Tuesday, November 24, 2009

Today Minus 100 Years, November 25, 1909: Of scabs, more horsies, Turkey Day, giant possums, and Bernard Shaw


Some of the large NYC shirtwaist manufacturers have been meeting secretly to organize owners against the strikers (and the smaller firms that have settled). One of the larger manufacturers, not identified by the NYT, claims that its employers are perfectly satisfied and calls the strike foolish and hysterical. 17-year-old Mina Bloom, one of the strikers, was fined $10 for hitting a scab.

At the Madison Square Garden Old Glory horse sale, hundreds of horses were auctioned off, along with a single automobile, “led on to the track with a halter attached,” “[a]mid the jeers, laughter, and hoots of a thousand horsemen”. It sold for $1,000, less than some of the horses.

The Wright brothers plan to open “the first are largest airship factory in the country” in Dayton, Ohio, producing four planes per month.
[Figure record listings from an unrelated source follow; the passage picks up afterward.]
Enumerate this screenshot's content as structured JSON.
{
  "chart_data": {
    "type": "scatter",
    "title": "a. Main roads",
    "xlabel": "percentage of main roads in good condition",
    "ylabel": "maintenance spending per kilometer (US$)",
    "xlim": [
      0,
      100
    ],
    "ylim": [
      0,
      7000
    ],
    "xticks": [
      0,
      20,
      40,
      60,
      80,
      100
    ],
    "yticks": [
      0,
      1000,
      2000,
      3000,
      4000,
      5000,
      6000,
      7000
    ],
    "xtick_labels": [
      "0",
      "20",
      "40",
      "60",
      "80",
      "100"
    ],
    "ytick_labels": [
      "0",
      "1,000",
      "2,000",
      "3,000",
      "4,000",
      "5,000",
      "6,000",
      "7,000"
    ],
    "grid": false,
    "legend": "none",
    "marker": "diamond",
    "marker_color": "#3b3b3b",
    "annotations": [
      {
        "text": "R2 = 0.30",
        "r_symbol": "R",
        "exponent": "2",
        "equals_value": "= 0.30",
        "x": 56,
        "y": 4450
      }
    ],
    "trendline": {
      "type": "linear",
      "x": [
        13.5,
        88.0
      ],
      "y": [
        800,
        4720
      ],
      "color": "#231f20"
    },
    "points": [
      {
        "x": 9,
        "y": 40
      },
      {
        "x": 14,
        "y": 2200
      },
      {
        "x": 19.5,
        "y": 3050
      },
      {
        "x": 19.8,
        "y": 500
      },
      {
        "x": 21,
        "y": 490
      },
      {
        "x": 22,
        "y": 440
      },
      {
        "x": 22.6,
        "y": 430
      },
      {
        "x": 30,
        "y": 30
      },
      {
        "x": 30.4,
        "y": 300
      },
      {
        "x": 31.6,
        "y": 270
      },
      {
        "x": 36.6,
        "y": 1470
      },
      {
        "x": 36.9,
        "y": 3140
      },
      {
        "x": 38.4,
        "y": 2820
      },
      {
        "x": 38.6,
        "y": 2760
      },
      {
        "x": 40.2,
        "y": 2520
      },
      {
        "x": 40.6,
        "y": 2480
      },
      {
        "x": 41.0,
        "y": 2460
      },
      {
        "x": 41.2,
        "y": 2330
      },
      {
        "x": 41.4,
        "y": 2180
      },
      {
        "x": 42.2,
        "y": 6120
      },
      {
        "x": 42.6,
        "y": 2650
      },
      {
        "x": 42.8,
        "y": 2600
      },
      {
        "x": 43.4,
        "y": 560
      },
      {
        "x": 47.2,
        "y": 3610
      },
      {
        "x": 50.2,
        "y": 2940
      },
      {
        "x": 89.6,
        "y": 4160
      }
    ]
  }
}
An editorial warns against acting hastily against the Zelaya government in Nicaragua, which risks damaging commerce with other Latin American countries and inclining them to trade more with Europe. Amusingly, the NYT thinks if the US shows it carefully weighed up such factors as whether Cannon and Groce were free-lancing or were part of a legitimate combatant rebellion and therefore entitled to prisoner of war status, our decision to send in the marines or whatever won’t look like an imperialist power grab. “We are a pretty big brother to the nations down there, and some of them, perhaps because they do not understand us very well, are not a little afraid of us.” The ones that do understand us well are very afraid of us, in 2009 as in 1909. “They have not forgotten, they never will forget, the international crime by which we separated Panama from the United States of Colombia.”
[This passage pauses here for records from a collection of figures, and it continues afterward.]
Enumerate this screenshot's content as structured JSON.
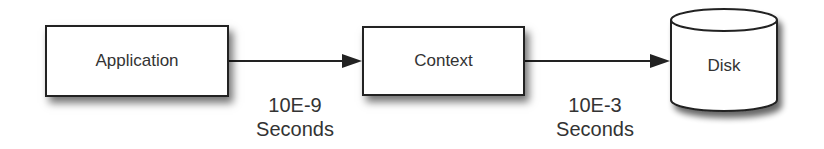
{
  "diagram": {
    "nodes": [
      {
        "id": "application",
        "label": "Application",
        "shape": "rectangle"
      },
      {
        "id": "context",
        "label": "Context",
        "shape": "rectangle"
      },
      {
        "id": "disk",
        "label": "Disk",
        "shape": "cylinder"
      }
    ],
    "edges": [
      {
        "from": "application",
        "to": "context",
        "label_line1": "10E-9",
        "label_line2": "Seconds"
      },
      {
        "from": "context",
        "to": "disk",
        "label_line1": "10E-3",
        "label_line2": "Seconds"
      }
    ],
    "colors": {
      "stroke": "#222222",
      "text": "#333333",
      "fill": "#ffffff"
    }
  }
}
Thanksgiving at the Taft White House will feature a large turkey (but I repeat myself), a 50-pound mince pie, and a 26-pound possum “reputed to be the largest that ever came out of Georgia”. It wouldn’t be Thanksgiving without a giant possum.
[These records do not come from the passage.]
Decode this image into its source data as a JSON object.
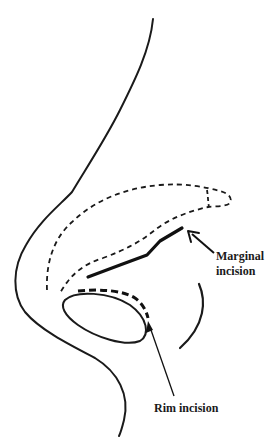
{
  "figure": {
    "stroke_color": "#1a1a1a",
    "background": "#ffffff"
  },
  "labels": {
    "marginal_line1": "Marginal",
    "marginal_line2": "incision",
    "rim": "Rim incision"
  },
  "legend_items": [
    {
      "name": "Marginal incision",
      "style": "thick solid line"
    },
    {
      "name": "Rim incision",
      "style": "thick dashed line"
    }
  ]
}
Now an appearance in Today Minus 100 Years by a guest Times, the NYT’s even snootier older brother, the Times of London, which Today Minus 100 Years printed a letter from George Bernard Shaw (who wrote many witty, cranky letters to newspapers over many decades on a wide variety of subjects – Shaw so needed a blog) about the recently begun forcible feeding of suffragette hunger strikers. Shaw offers to provide Home Secretary Gladstone, who has downplayed the unpleasantness of the practice, with “a banquet which Sardanapalus [the possibly fictional last king of Assyria and a noted party animal] would have regarded as an exceptional treat. The rarest wines and delicacies shall be provided absolutely regardless of expense. The only condition we shall make is that Mr Herbert Gladstone shall partake through the nose; and that a cinematograph machine be at work at the time registering for the public satisfaction the waterings of his mouth, the smackings of his lips, and other unmistakable symptoms of luxurious delight, with which he will finally convince us all of the truth of his repeated assurances to us that the forcibly-fed suffragist is enjoying an indulgence rather than suffering martyrdom.” I pause to remind you that here in 2009, roughly 30 prisoners at Guantanamo are being forcibly fed, also roughly, through the nose. Oh, and Happy Thanksgiving, everybody!